In 1978, Robinson joined the Orioles’ broadcast sales space, a job he would stay in via ’93. He couldn’t afford to retire to a lifetime of leisure, as he made lower than $1 million in wage in his complete profession, and wound up broke in 1976 when his sporting items retailer was overextended. He grew to become an everyday on the baseball card present circuit (this scribe bought his autograph on the 2002 All-Star Game Fan Fest), and was concerned in quite a few companies, lending his identify to merchandise and serving as a spokesman for Crown Petroleum. Later he was concerned in a gaggle that owned 4 minor league groups, together with one in York, Pennsylvania, the place he started his skilled profession.

Robinson was elected to the Hall of Fame in 1983, receiving 92% of the vote and turning into the primary third baseman to be elected by the BBWAA in his first yr of eligibility — and simply the third they’d elected in any respect in 48 years. To that time, solely Ty Cobb, Henry Aaron, Babe Ruth, Honus Wagner, Willie Mays, Bob Feller, Ted Williams, and Stan Musial obtained larger shares of the vote, although at this time Robinson ranks twenty eighth in voting share. He was inducted alongside Juan Marichal, Walter Alston, and Kell, the guy Arkansas native who had served as his mentor with the Orioles in 1957.

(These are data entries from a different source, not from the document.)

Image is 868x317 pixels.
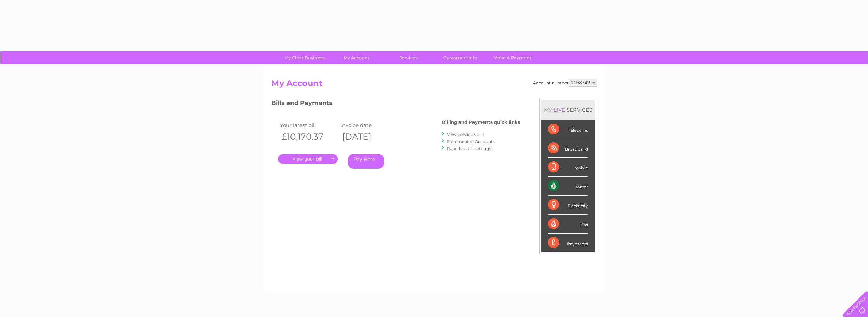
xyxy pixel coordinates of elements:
[271,98,520,110] h3: Bills and Payments
[279,153,338,164] a: .
[548,177,589,195] div: Water
[276,51,332,64] a: My Clear Business
[279,129,339,143] th: £10,170.37
[548,233,589,252] div: Payments
[442,120,520,125] h4: Billing and Payments quick links
[328,51,384,64] a: My Account
[548,120,589,139] div: Telecoms
[533,78,597,86] div: Account number
[485,51,540,64] a: Make A Payment
[339,120,399,129] td: Invoice date
[447,139,495,144] a: Statement of Accounts
[447,132,485,137] a: View previous bills
[552,107,566,113] div: LIVE
[548,195,589,214] div: Electricity
[433,51,488,64] a: Customer Help
[548,215,589,233] div: Gas
[548,158,589,177] div: Mobile
[339,129,399,143] th: [DATE]
[279,120,339,129] td: Your latest bill
[271,78,597,91] h2: My Account
[548,139,589,158] div: Broadband
[380,51,436,64] a: Services
[541,100,595,120] div: MY SERVICES
[348,153,384,168] a: Pay Here
[447,146,491,151] a: Paperless bill settings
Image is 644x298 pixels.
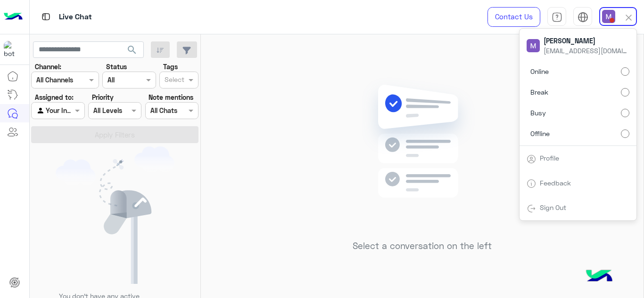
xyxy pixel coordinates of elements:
input: Offline [621,129,629,138]
input: Online [621,68,629,76]
h5: Select a conversation on the left [352,240,492,251]
img: empty users [56,147,175,284]
span: search [126,45,137,56]
img: tab [527,154,536,164]
a: Contact Us [488,7,540,27]
p: Live Chat [59,11,92,24]
label: Status [106,62,127,72]
label: Tags [163,62,178,72]
img: userImage [527,39,540,52]
img: tab [527,179,536,189]
button: Apply Filters [31,126,198,143]
img: 317874714732967 [4,41,21,58]
img: tab [552,12,562,23]
a: Profile [540,154,559,162]
img: tab [40,11,52,23]
img: userImage [602,10,615,23]
img: hulul-logo.png [583,260,616,293]
span: [EMAIL_ADDRESS][DOMAIN_NAME] [543,46,628,56]
span: Break [530,87,548,97]
img: Logo [4,7,23,27]
span: Online [530,67,549,76]
span: Offline [530,128,550,138]
label: Note mentions [148,92,194,102]
input: Break [621,88,629,96]
a: tab [548,7,566,27]
img: tab [527,204,536,213]
a: Feedback [540,179,571,187]
img: close [623,12,634,23]
span: [PERSON_NAME] [543,36,628,46]
label: Priority [92,92,114,102]
img: tab [577,12,588,23]
a: Sign Out [540,203,566,212]
span: Busy [530,108,546,118]
label: Channel: [35,62,61,72]
img: no messages [354,77,490,234]
div: Select [163,74,184,86]
input: Busy [621,109,629,117]
label: Assigned to: [35,92,73,102]
button: search [121,41,144,62]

In phrases of superior statistics, Robinson ranks seventh amongst third basemen in profession WAR (78.4), eleventh in seven-year peak (45.8), and eighth in JAWS (62.1), with 5 of the seven gamers above him within the final of these classes hailing from more moderen eras. Not surprisingly, his standing is pushed by the estimate of his defensive worth, which relies on knowledge admittedly much less subtle than we’ve got at this time. He’s first amongst third basemen in Fielding Runs (Total Zone and Defensive Runs Saved) by a rustic mile:

Third Basemen Career Fielding Runs Leaders

SOURCE: Baseball-Reference

Includes runs by way of Total Zone (via 2002) and Defensive Runs Saved (since 2003) for gamers who spent at the least 85% of their careers at third base.

Additionally, Robinson is third all-time amongst all fielders in dWAR, the full defensive worth that features each Fielding Runs and positional changes:

Career Defensive WAR (dWAR) Leaders

SOURCE: Baseball-Reference

Includes Fielding Runs (Total Zone and Defensive Runs Saved) plus positional changes. * = Does not embrace framing runs.

If there’s an commercial for the Oriole Way, whose basis was laid by Richards and maintained by his successors, it’s right here. Not solely did the homegrown Robinson and Belanger kind the perfect defensive left aspect of any infield for a interval of over a decade, however Aparicio preceded Belanger because the crew’s common shortstop from 1962-66. Ripken was the son of a profession minor leaguer who served because the spine of the group as a coach and supervisor; Cal Ripken Sr. managed Belanger at A-level Aberdeen in 1964.

Anyway, longevity clearly has one thing to do with Robinson’s standing — in truth, his 2,896 video games performed ranked fifth when he retired and remains to be sixteenth — nevertheless it’s additionally notable that he by no means began a sport at one other place, and performed simply 47.1 innings elsewhere, switching to second or shortstop in late-inning conditions early in his profession. He by no means performed first base or DH, and supplied important defensive worth at third for so long as he held the common job.

“I don’t think anybody will care what I did here 20 or 25 years from now,” mentioned Robinson with typical humility to Sports Illustrated’s Mark Kram in 1970. Yet greater than half a century later, individuals nonetheless do care, not solely in regards to the feats Robinson achieved on the sector however about the way in which he carried himself off of it. That’s fairly a legacy.